In life, some things just take time. No matter how much effort you put into making these things go faster, they have a speed limit, and the speed limit is quite low. For example:
You do have a considerable amount of control over the speed of these types of things. If you don't intentionally practice a skill, you won't
But I've noticed is that you can get more "bang for your buck" if you spread out your effort on these things over a time period. Compare these situations:
In both situations, you'd be spending the same amount of time on intentional practice, but you'll probably be way ahead if you spread your time out.
The list of examples go on. When I've had low, "depression-like" periods (definitely not clinical depression,) it takes weeks of treating my mind right to get out of them. One day of waking up and showering doesn't fix it.
This reality is something I've struggled with a lot, because my personality makes me bad at context switching and consistency. I want to everything in sprints. I enjoy doing one thing at a time for a brief, intense period and then moving onto the next thing.

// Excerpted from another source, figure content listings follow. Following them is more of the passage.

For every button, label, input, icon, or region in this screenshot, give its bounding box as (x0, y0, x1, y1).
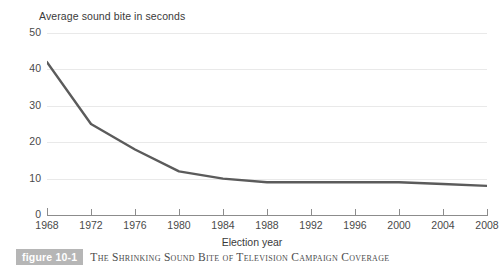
x-tick-label: 1980 (167, 219, 190, 231)
x-tick-label: 1996 (343, 219, 366, 231)
x-tick (223, 209, 224, 216)
series-line-sound-bite (47, 33, 487, 215)
x-tick (311, 209, 312, 216)
x-tick (47, 209, 48, 216)
plot-area (47, 33, 487, 215)
y-tick-label: 50 (15, 26, 41, 38)
x-tick (179, 209, 180, 216)
x-axis-title: Election year (0, 236, 504, 248)
x-tick-label: 2000 (387, 219, 410, 231)
y-tick-label: 30 (15, 99, 41, 111)
figure-caption-text: The Shrinking Sound Bite of Television C… (90, 251, 389, 263)
x-tick-label: 2008 (475, 219, 498, 231)
x-tick-label: 1988 (255, 219, 278, 231)
y-tick-label: 40 (15, 62, 41, 74)
figure-container: Average sound bite in seconds 0102030405… (0, 0, 504, 271)
x-tick (91, 209, 92, 216)
x-tick (487, 209, 488, 216)
x-tick-label: 1976 (123, 219, 146, 231)
figure-caption: figure 10-1 The Shrinking Sound Bite of … (16, 249, 389, 265)
figure-number-badge: figure 10-1 (16, 249, 83, 265)
x-tick-label: 1992 (299, 219, 322, 231)
x-tick (355, 209, 356, 216)
y-axis-tick-labels: 01020304050 (13, 33, 41, 215)
x-tick-label: 1984 (211, 219, 234, 231)
y-tick-label: 10 (15, 172, 41, 184)
y-axis-title: Average sound bite in seconds (39, 10, 185, 22)
x-tick-label: 2004 (431, 219, 454, 231)
x-tick (399, 209, 400, 216)
x-tick-label: 1972 (79, 219, 102, 231)
x-tick (135, 209, 136, 216)
x-tick (443, 209, 444, 216)
x-tick (267, 209, 268, 216)
x-tick-label: 1968 (35, 219, 58, 231)
y-tick-label: 20 (15, 135, 41, 147)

But if you're trying to do something and it can only happen slowly, you have to stick with it. The intensity of your sprints are not the critical factor. Here are some things I've learned when trying to do things that happen slowly:
When trying to do so something often, you're basically just trying to build a habit. Paradoxically, it's easier to build a habit when you do things more often than less often. Daily habits are the easier to build than weekly habits, because performing them stays top-of-mind and you build cues faster.

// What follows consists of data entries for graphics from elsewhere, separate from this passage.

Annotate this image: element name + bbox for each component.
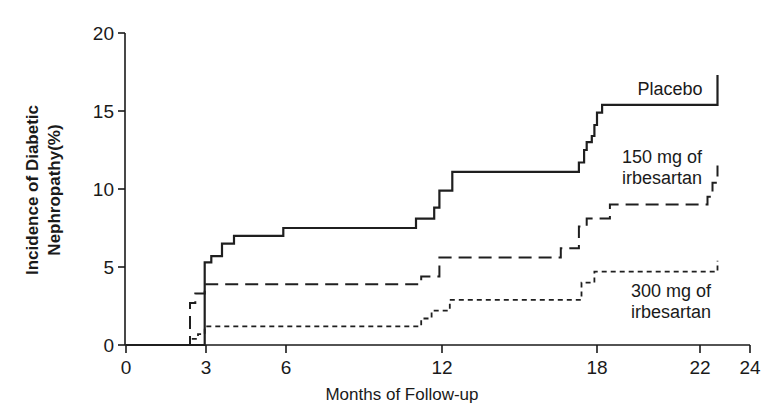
x-tick-label: 24 <box>739 357 761 378</box>
y-tick-label: 10 <box>93 179 114 200</box>
series-lines <box>126 75 718 345</box>
series-label: 150 mg of <box>622 147 703 167</box>
series-label: irbesartan <box>622 168 702 188</box>
x-tick-label: 3 <box>201 357 212 378</box>
y-axis: 05101520 <box>93 23 125 356</box>
x-tick-label: 22 <box>689 357 710 378</box>
series-labels: Placebo150 mg ofirbesartan300 mg ofirbes… <box>622 79 712 322</box>
x-axis-title: Months of Follow-up <box>325 385 478 404</box>
x-tick-label: 18 <box>586 357 607 378</box>
y-tick-label: 5 <box>103 257 114 278</box>
x-tick-label: 6 <box>281 357 292 378</box>
series-label: 300 mg of <box>631 281 712 301</box>
series-label: Placebo <box>637 79 702 99</box>
series-placebo <box>126 75 718 345</box>
y-tick-label: 20 <box>93 23 114 44</box>
y-axis-title-line: Incidence of Diabetic <box>23 105 42 275</box>
x-axis: 03612182224 <box>121 345 761 378</box>
series-300-mg-of-irbesartan <box>126 261 718 345</box>
y-tick-label: 15 <box>93 101 114 122</box>
x-tick-label: 0 <box>121 357 132 378</box>
y-axis-title: Incidence of DiabeticNephropathy(%) <box>23 105 64 275</box>
y-tick-label: 0 <box>103 335 114 356</box>
y-axis-title-line: Nephropathy(%) <box>45 124 64 255</box>
x-tick-label: 12 <box>431 357 452 378</box>
chart: 05101520 03612182224 Incidence of Diabet… <box>0 0 779 416</box>
series-label: irbesartan <box>631 302 711 322</box>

Here's a super applicable example: exercising. Most people don't exercise every day, because (for average people) rest days maximize resuts.
And while rest days do increase outcomes, I found that they also really disrupted my ability to build a habit. You can't build a daily ritual every other day. When I switched to lower intensity, daily exercises, my adherence went way up.
If you're struggling with an activity, do it more often, not less often.
(By the way, Atomic Habits is an OK resource on habits. I don't recommend reading the book because there's a lot of fluff though, just read a summary.)
One thing that kills habits is setting unrealistic goals and failing to meet them.
Recently, I want to spend more time writing. So I made a commitment to publish a full-length blog post every day. But, like most people, life got in the way, and I missed this a bunch of times. Then I felt guilty about missing it, which led me to work on other stuff instead.
The mistake I made here was committing to too much. What I should have done was commit to something I knew I could get done every day, no matter what.
Instead of committing to publish a full-length blog post every day, I decided to focus on writing a couple of paragraphs each day.
No one says I have to stop when I reach a couple of paragraphs. On most days, I write much more than that, because writing has inertia once you start. But on my worst day, I can spend 15 minutes and just write a couple of paragraphs. And 15 minutes a day matters a lot over a year.
Once you have a habit going, it's much harder to stop. There are many ways to build momentum, but easiest way to do this is to get a calendar and check off each day that you achieved your commitment. When you get a streak going, you'll want to maintain it, which generates motivation for you even on your worst days.
I think Github could seriously improve the number of people who code every day if they put your contributions graph on your home page. Instead, they hide it in your profile, where other people can see it, but you rarely check!
Like I mentioned above, I'm trying to build the skill of writing. I made a super simple calendar to track my writing, which you can see here.